MQTT
MQTT is a messaging protocol for (IoT). It is designed as a lightweight publish/subscribe messaging transport that is ideal for connecting remote devices with a small code footprint and minimal network bandwidth.
The Ioto MQTT support is an extremely efficient MQTT client that is ideal for connecting to the cloud.
MQTT Features
- MQTT 3.1.1 support
- Connect, publish, subscribe, ping and disconnect messages.
- TLS encryption with ALPN over port 443 to get through firewalls.
- Message quality of service for reliable delivery.
- Retained messages.
- High message throughput with exceptionally low overhead.
- Wait for delivery or acknowledgement options.
- Resilient reconnect on network interruptions.
- Automatic configuration after cloud provisioning.
- Parallelism via fiber coroutines. No ugly callbacks or complex threads.
- Tiny footprint of 8K code.
API Quick Tour
Ioto will typically connect to the cloud automatically and make available the connection endpoint via:
You can also connect to any MQTT endpoint at any time via mqttConnect.
In this case, you create and connect the Socket "sock" using the Safe runtime socket APIs before connecting with MQTT.
Publishing Messages
Publishing messages is done via the mqttPublish API:
This will publish an "initialized" message with quality of service (1) which means send at most once. The message will be published on the "myDevice/init" topic and will not wait for sending or acknowledgement of the message.
Subscribing for Messages
You can subscribe to receive incoming messages on a topic via the mqttSubscribe API:
When messages are received on the "myDevice/change" topic, the function incoming
will be invoked with the message.
The incoming callback will be passed the message packet.
Unsubscribing
To unsubscribe from a topic, use the mqttUnsubscribe API:
Waiting for Completion
The MQTT APIs can take a MQTT_WAIT argument that indicates if the API should wait or not for completion. The MQTT_WAIT_NONE value will not wait. The MQTT_WAIT_SENT flag will cause the API to wait until the message has been fully sent from the client. The MQTT_WAIT_ACK will cause the API to wait until an acknowledgement message has been received from the peer.
Parallelism
The MQTT API uses the Ioto underlying Fiber Coroutine support to implement parallelism. When an MQTT call needs to wait for an acknowledgement or for network I/O, it will resume other fibers in the application transparently. Ioto is single threaded, but can run any number of fibers simultaneously without needing any locks. See Fiber Coroutines for more details.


■ Problem to solve ■
Nothing should be left out: repeat all the data exactly.

■ Material provided ■

---

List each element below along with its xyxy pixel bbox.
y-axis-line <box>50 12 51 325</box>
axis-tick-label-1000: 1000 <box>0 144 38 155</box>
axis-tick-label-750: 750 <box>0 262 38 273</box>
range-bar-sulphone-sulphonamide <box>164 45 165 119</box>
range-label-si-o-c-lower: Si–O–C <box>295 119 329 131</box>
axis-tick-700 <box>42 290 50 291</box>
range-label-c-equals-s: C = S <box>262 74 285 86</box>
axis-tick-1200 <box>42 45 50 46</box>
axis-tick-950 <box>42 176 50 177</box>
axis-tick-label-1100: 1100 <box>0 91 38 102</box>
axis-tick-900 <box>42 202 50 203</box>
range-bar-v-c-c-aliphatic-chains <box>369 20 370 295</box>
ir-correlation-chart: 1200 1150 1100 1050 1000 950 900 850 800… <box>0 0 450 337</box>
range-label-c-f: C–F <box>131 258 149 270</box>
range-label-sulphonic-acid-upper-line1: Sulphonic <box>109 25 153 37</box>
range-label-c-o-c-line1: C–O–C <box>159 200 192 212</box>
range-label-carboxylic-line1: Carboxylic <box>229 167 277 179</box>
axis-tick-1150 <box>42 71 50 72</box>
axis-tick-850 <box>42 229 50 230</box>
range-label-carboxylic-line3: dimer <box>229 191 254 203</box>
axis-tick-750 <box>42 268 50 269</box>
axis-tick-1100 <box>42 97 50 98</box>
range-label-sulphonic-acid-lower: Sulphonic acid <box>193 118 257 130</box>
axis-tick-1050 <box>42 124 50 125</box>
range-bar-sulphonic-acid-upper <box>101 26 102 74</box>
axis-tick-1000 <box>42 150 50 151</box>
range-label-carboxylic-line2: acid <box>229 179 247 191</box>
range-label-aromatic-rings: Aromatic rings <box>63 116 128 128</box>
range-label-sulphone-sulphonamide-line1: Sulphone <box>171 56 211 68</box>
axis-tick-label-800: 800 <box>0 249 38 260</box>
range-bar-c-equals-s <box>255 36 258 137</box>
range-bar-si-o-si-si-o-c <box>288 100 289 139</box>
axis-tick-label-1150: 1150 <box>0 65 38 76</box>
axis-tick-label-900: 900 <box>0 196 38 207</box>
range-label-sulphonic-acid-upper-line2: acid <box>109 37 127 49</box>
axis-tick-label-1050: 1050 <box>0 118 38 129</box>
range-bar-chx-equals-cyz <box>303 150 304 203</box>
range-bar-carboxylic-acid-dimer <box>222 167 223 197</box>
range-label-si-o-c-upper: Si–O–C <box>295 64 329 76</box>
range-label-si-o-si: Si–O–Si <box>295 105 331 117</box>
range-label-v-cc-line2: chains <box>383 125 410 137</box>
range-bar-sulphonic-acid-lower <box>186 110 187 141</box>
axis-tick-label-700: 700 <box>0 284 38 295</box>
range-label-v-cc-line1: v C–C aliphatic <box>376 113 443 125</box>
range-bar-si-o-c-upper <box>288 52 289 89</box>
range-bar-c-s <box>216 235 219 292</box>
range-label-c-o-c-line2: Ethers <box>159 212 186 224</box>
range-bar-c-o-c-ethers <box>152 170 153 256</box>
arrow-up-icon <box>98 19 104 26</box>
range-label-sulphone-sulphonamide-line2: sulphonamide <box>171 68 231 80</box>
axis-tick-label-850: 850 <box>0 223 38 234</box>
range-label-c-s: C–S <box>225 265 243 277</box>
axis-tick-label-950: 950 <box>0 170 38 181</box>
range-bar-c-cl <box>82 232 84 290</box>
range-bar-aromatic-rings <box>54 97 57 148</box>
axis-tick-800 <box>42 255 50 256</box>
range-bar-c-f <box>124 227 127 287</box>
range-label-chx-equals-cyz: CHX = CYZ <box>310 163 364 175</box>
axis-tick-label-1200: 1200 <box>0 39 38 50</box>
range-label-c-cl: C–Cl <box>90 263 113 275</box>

---

■ Answer space ■
List each element below along with its xyxy pixel bbox.
y-axis-line <box>50 12 51 325</box>
axis-tick-label-1000: 1000 <box>0 144 38 155</box>
axis-tick-label-750: 750 <box>0 262 38 273</box>
range-bar-sulphone-sulphonamide <box>164 45 165 119</box>
range-label-si-o-c-lower: Si–O–C <box>295 119 329 131</box>
axis-tick-700 <box>42 290 50 291</box>
range-label-c-equals-s: C = S <box>262 74 285 86</box>
axis-tick-1200 <box>42 45 50 46</box>
axis-tick-950 <box>42 176 50 177</box>
axis-tick-label-1100: 1100 <box>0 91 38 102</box>
axis-tick-900 <box>42 202 50 203</box>
range-bar-v-c-c-aliphatic-chains <box>369 20 370 295</box>
ir-correlation-chart: 1200 1150 1100 1050 1000 950 900 850 800… <box>0 0 450 337</box>
range-label-c-f: C–F <box>131 258 149 270</box>
range-label-sulphonic-acid-upper-line1: Sulphonic <box>109 25 153 37</box>
range-label-c-o-c-line1: C–O–C <box>159 200 192 212</box>
range-label-carboxylic-line1: Carboxylic <box>229 167 277 179</box>
axis-tick-1150 <box>42 71 50 72</box>
axis-tick-850 <box>42 229 50 230</box>
range-label-carboxylic-line3: dimer <box>229 191 254 203</box>
axis-tick-750 <box>42 268 50 269</box>
axis-tick-1100 <box>42 97 50 98</box>
range-label-sulphonic-acid-lower: Sulphonic acid <box>193 118 257 130</box>
axis-tick-1050 <box>42 124 50 125</box>
range-bar-sulphonic-acid-upper <box>101 26 102 74</box>
axis-tick-1000 <box>42 150 50 151</box>
range-label-carboxylic-line2: acid <box>229 179 247 191</box>
range-label-aromatic-rings: Aromatic rings <box>63 116 128 128</box>
range-label-sulphone-sulphonamide-line1: Sulphone <box>171 56 211 68</box>
axis-tick-label-800: 800 <box>0 249 38 260</box>
range-bar-c-equals-s <box>255 36 258 137</box>
range-bar-si-o-si-si-o-c <box>288 100 289 139</box>
axis-tick-label-1150: 1150 <box>0 65 38 76</box>
axis-tick-label-900: 900 <box>0 196 38 207</box>
range-label-sulphonic-acid-upper-line2: acid <box>109 37 127 49</box>
axis-tick-label-1050: 1050 <box>0 118 38 129</box>
range-bar-chx-equals-cyz <box>303 150 304 203</box>
range-bar-carboxylic-acid-dimer <box>222 167 223 197</box>
range-label-si-o-c-upper: Si–O–C <box>295 64 329 76</box>
range-label-si-o-si: Si–O–Si <box>295 105 331 117</box>
range-label-v-cc-line2: chains <box>383 125 410 137</box>
range-bar-sulphonic-acid-lower <box>186 110 187 141</box>
axis-tick-label-700: 700 <box>0 284 38 295</box>
range-label-v-cc-line1: v C–C aliphatic <box>376 113 443 125</box>
range-bar-si-o-c-upper <box>288 52 289 89</box>
range-bar-c-s <box>216 235 219 292</box>
range-label-c-o-c-line2: Ethers <box>159 212 186 224</box>
range-bar-c-o-c-ethers <box>152 170 153 256</box>
arrow-up-icon <box>98 19 104 26</box>
range-label-sulphone-sulphonamide-line2: sulphonamide <box>171 68 231 80</box>
axis-tick-label-850: 850 <box>0 223 38 234</box>
range-label-c-s: C–S <box>225 265 243 277</box>
axis-tick-label-950: 950 <box>0 170 38 181</box>
range-bar-c-cl <box>82 232 84 290</box>
range-bar-aromatic-rings <box>54 97 57 148</box>
axis-tick-800 <box>42 255 50 256</box>
range-bar-c-f <box>124 227 127 287</box>
range-label-chx-equals-cyz: CHX = CYZ <box>310 163 364 175</box>
axis-tick-label-1200: 1200 <box>0 39 38 50</box>
range-label-c-cl: C–Cl <box>90 263 113 275</box>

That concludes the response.